Thrill
Nitro Member
- Joined
- Jul 11, 2006
- Messages
- 104
- Age
- 45
We ran the combo for roughly two years in Harry Clack's TAFC. Unfortunately, business trumped racing, and Harry sold the team in 2007 to open a new business venture.
We managed to run a 5.66/254 in Gainesville '07 with it, then ran some .70's in Houston with it, the last race.
Currently John Anderika and Wayne Morris in D1 run the Lencodrive combo as well. Carl Speiring and Jason Hamstra have won IHRA national events in Pro Mod with torque converters as well.
While less maintenance is certainly nice, that's not why the trans is run. It's mainly trying to harness the roughly 2:1 torque multiplication off the line. We were trying to use that to enable the car to pull a taller transmission in low gear.
You do give up some due to the fact the converter never truly goes 1:1. The converter we ran would only slip roughly 2% in high gear. It's amazing they can make converters that tight for a 3000 hp motor!
With all of that torque multiplication, it takes a different mindset than a clutch alky car. Off the line, it's closer to tuning a fuel car. We only left at 3500-4000 rpm, and had to immediately take 10-15 degrees of timing out at the hit. The trick was developing a timing curve, much like the fuel cars, then finding where and how fast to ramp the timing back to normal. Couple that with the fuel system, there's a lot of variables.
There's also the myth a converter car is easier to drive than a clutch car. Ask Mick which one is easier to drive. With the torque multiplication, the converter car is very aggressive in low gear. Also, when we got to the tighter torque converters, you couldn't short shift out of tireshake in low gear like you could a clutch car. When you short shift a clutch car, the clutch breaks free, slows the driveshaft, enabling the car to recover. Well, on a tight converter, it doesn't 'break free' like the clutch, it just grabs the motor, multiplies a little more at the shift, never allowing the tires to recover. I learned the hard way. You teach yourself to ride the shake as long as you can, then hit the button. Well, it took a couple of runs to figure out. I'd ride the shake out, finally tap out and hit the button, only to be greeted by harder shake. Your only choice then was to lift or hit high gear, and getting on high gear at 7800 doesn't do the et any favors...
The clutch combo is more forgiving. Ask Larry Snyder which is easier to tune. I don't think Snyder's switch was so much giving up on the Lencodrive/converter combo, as it was moving to a conventional combo to compete.
I still think the combination has potential, it just takes a car owner that wants the challenge of continuing the development vs. trying to be instantly competitive.
We managed to run a 5.66/254 in Gainesville '07 with it, then ran some .70's in Houston with it, the last race.
Currently John Anderika and Wayne Morris in D1 run the Lencodrive combo as well. Carl Speiring and Jason Hamstra have won IHRA national events in Pro Mod with torque converters as well.
While less maintenance is certainly nice, that's not why the trans is run. It's mainly trying to harness the roughly 2:1 torque multiplication off the line. We were trying to use that to enable the car to pull a taller transmission in low gear.
You do give up some due to the fact the converter never truly goes 1:1. The converter we ran would only slip roughly 2% in high gear. It's amazing they can make converters that tight for a 3000 hp motor!
With all of that torque multiplication, it takes a different mindset than a clutch alky car. Off the line, it's closer to tuning a fuel car. We only left at 3500-4000 rpm, and had to immediately take 10-15 degrees of timing out at the hit. The trick was developing a timing curve, much like the fuel cars, then finding where and how fast to ramp the timing back to normal. Couple that with the fuel system, there's a lot of variables.
There's also the myth a converter car is easier to drive than a clutch car. Ask Mick which one is easier to drive. With the torque multiplication, the converter car is very aggressive in low gear. Also, when we got to the tighter torque converters, you couldn't short shift out of tireshake in low gear like you could a clutch car. When you short shift a clutch car, the clutch breaks free, slows the driveshaft, enabling the car to recover. Well, on a tight converter, it doesn't 'break free' like the clutch, it just grabs the motor, multiplies a little more at the shift, never allowing the tires to recover. I learned the hard way. You teach yourself to ride the shake as long as you can, then hit the button. Well, it took a couple of runs to figure out. I'd ride the shake out, finally tap out and hit the button, only to be greeted by harder shake. Your only choice then was to lift or hit high gear, and getting on high gear at 7800 doesn't do the et any favors...
The clutch combo is more forgiving. Ask Larry Snyder which is easier to tune. I don't think Snyder's switch was so much giving up on the Lencodrive/converter combo, as it was moving to a conventional combo to compete.
I still think the combination has potential, it just takes a car owner that wants the challenge of continuing the development vs. trying to be instantly competitive.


Write out the data again in full, exactly as it reads.

(Collected data)
- - - -

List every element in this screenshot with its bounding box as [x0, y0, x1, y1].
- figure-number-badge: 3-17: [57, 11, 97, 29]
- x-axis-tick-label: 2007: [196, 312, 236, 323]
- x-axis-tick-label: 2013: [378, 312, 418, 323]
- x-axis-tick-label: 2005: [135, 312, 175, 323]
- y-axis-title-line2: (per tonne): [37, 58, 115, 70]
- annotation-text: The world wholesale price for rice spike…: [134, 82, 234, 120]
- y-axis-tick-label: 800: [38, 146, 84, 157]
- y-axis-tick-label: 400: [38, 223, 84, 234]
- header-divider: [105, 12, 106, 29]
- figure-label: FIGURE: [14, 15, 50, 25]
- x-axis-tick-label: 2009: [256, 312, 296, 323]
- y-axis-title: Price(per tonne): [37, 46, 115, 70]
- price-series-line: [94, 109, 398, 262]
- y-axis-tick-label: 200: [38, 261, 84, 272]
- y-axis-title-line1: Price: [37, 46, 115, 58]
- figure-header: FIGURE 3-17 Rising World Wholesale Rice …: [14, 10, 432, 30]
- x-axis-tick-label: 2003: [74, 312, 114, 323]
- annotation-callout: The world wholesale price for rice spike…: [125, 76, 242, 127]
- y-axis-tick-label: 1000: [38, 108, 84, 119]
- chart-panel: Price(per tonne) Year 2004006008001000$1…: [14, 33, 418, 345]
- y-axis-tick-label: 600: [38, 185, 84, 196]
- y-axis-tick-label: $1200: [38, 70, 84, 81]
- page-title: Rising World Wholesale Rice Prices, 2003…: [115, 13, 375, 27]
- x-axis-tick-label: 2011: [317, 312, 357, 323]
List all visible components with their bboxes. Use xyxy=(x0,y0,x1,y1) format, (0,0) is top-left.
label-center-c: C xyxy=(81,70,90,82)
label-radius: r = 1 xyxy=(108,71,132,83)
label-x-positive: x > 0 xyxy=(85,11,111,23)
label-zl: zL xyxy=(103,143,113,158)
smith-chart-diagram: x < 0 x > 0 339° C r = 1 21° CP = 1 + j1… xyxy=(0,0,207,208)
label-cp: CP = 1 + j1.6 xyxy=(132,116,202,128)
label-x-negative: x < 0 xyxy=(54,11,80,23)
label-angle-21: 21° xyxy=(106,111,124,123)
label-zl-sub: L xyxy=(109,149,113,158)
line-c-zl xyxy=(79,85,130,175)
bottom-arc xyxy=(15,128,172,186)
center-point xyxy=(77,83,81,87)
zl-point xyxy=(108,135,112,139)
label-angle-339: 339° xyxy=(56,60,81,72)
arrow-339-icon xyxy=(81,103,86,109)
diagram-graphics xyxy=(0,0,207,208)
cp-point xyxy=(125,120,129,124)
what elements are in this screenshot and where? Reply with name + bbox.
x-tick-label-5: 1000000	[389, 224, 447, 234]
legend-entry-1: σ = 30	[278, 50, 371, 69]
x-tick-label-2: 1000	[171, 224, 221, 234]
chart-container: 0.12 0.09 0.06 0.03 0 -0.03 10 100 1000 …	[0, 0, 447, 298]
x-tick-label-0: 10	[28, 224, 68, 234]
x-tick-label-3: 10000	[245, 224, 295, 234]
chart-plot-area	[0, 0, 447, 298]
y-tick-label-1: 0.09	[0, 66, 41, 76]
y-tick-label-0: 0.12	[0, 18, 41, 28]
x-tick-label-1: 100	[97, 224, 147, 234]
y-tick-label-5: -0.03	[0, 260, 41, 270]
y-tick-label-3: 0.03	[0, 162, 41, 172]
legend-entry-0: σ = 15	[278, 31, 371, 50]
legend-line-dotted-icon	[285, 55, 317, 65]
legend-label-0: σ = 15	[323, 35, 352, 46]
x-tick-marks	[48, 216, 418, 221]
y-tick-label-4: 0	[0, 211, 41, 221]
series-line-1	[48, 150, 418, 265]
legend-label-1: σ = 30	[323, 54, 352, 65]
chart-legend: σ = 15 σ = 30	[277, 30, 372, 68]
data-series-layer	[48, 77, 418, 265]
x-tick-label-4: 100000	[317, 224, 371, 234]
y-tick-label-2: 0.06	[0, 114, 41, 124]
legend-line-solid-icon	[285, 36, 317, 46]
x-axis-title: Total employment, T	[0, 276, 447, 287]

- - - -

• COMPLETED EXERCISE
List every element in this screenshot with its bounding box as [x0, y0, x1, y1].
- figure-number-badge: 3-17: [57, 11, 97, 29]
- x-axis-tick-label: 2007: [196, 312, 236, 323]
- x-axis-tick-label: 2013: [378, 312, 418, 323]
- x-axis-tick-label: 2005: [135, 312, 175, 323]
- y-axis-title-line2: (per tonne): [37, 58, 115, 70]
- annotation-text: The world wholesale price for rice spike…: [134, 82, 234, 120]
- y-axis-tick-label: 800: [38, 146, 84, 157]
- y-axis-tick-label: 400: [38, 223, 84, 234]
- header-divider: [105, 12, 106, 29]
- figure-label: FIGURE: [14, 15, 50, 25]
- x-axis-tick-label: 2009: [256, 312, 296, 323]
- y-axis-title: Price(per tonne): [37, 46, 115, 70]
- price-series-line: [94, 109, 398, 262]
- y-axis-tick-label: 200: [38, 261, 84, 272]
- y-axis-title-line1: Price: [37, 46, 115, 58]
- figure-header: FIGURE 3-17 Rising World Wholesale Rice …: [14, 10, 432, 30]
- x-axis-tick-label: 2003: [74, 312, 114, 323]
- annotation-callout: The world wholesale price for rice spike…: [125, 76, 242, 127]
- y-axis-tick-label: 1000: [38, 108, 84, 119]
- chart-panel: Price(per tonne) Year 2004006008001000$1…: [14, 33, 418, 345]
- y-axis-tick-label: 600: [38, 185, 84, 196]
- y-axis-tick-label: $1200: [38, 70, 84, 81]
- page-title: Rising World Wholesale Rice Prices, 2003…: [115, 13, 375, 27]
- x-axis-tick-label: 2011: [317, 312, 357, 323]
List all visible components with their bboxes. Use xyxy=(x0,y0,x1,y1) format, (0,0) is top-left.
label-center-c: C xyxy=(81,70,90,82)
label-radius: r = 1 xyxy=(108,71,132,83)
label-x-positive: x > 0 xyxy=(85,11,111,23)
label-zl: zL xyxy=(103,143,113,158)
smith-chart-diagram: x < 0 x > 0 339° C r = 1 21° CP = 1 + j1… xyxy=(0,0,207,208)
label-cp: CP = 1 + j1.6 xyxy=(132,116,202,128)
label-x-negative: x < 0 xyxy=(54,11,80,23)
label-angle-21: 21° xyxy=(106,111,124,123)
label-zl-sub: L xyxy=(109,149,113,158)
line-c-zl xyxy=(79,85,130,175)
bottom-arc xyxy=(15,128,172,186)
center-point xyxy=(77,83,81,87)
zl-point xyxy=(108,135,112,139)
label-angle-339: 339° xyxy=(56,60,81,72)
arrow-339-icon xyxy=(81,103,86,109)
diagram-graphics xyxy=(0,0,207,208)
cp-point xyxy=(125,120,129,124)
what elements are in this screenshot and where? Reply with name + bbox.
x-tick-label-5: 1000000	[389, 224, 447, 234]
legend-entry-1: σ = 30	[278, 50, 371, 69]
x-tick-label-2: 1000	[171, 224, 221, 234]
chart-container: 0.12 0.09 0.06 0.03 0 -0.03 10 100 1000 …	[0, 0, 447, 298]
x-tick-label-0: 10	[28, 224, 68, 234]
x-tick-label-3: 10000	[245, 224, 295, 234]
chart-plot-area	[0, 0, 447, 298]
y-tick-label-1: 0.09	[0, 66, 41, 76]
y-tick-label-0: 0.12	[0, 18, 41, 28]
x-tick-label-1: 100	[97, 224, 147, 234]
y-tick-label-5: -0.03	[0, 260, 41, 270]
y-tick-label-3: 0.03	[0, 162, 41, 172]
legend-entry-0: σ = 15	[278, 31, 371, 50]
legend-line-dotted-icon	[285, 55, 317, 65]
legend-label-0: σ = 15	[323, 35, 352, 46]
x-tick-marks	[48, 216, 418, 221]
y-tick-label-4: 0	[0, 211, 41, 221]
series-line-1	[48, 150, 418, 265]
legend-label-1: σ = 30	[323, 54, 352, 65]
chart-legend: σ = 15 σ = 30	[277, 30, 372, 68]
data-series-layer	[48, 77, 418, 265]
x-tick-label-4: 100000	[317, 224, 371, 234]
y-tick-label-2: 0.06	[0, 114, 41, 124]
legend-line-solid-icon	[285, 36, 317, 46]
x-axis-title: Total employment, T	[0, 276, 447, 287]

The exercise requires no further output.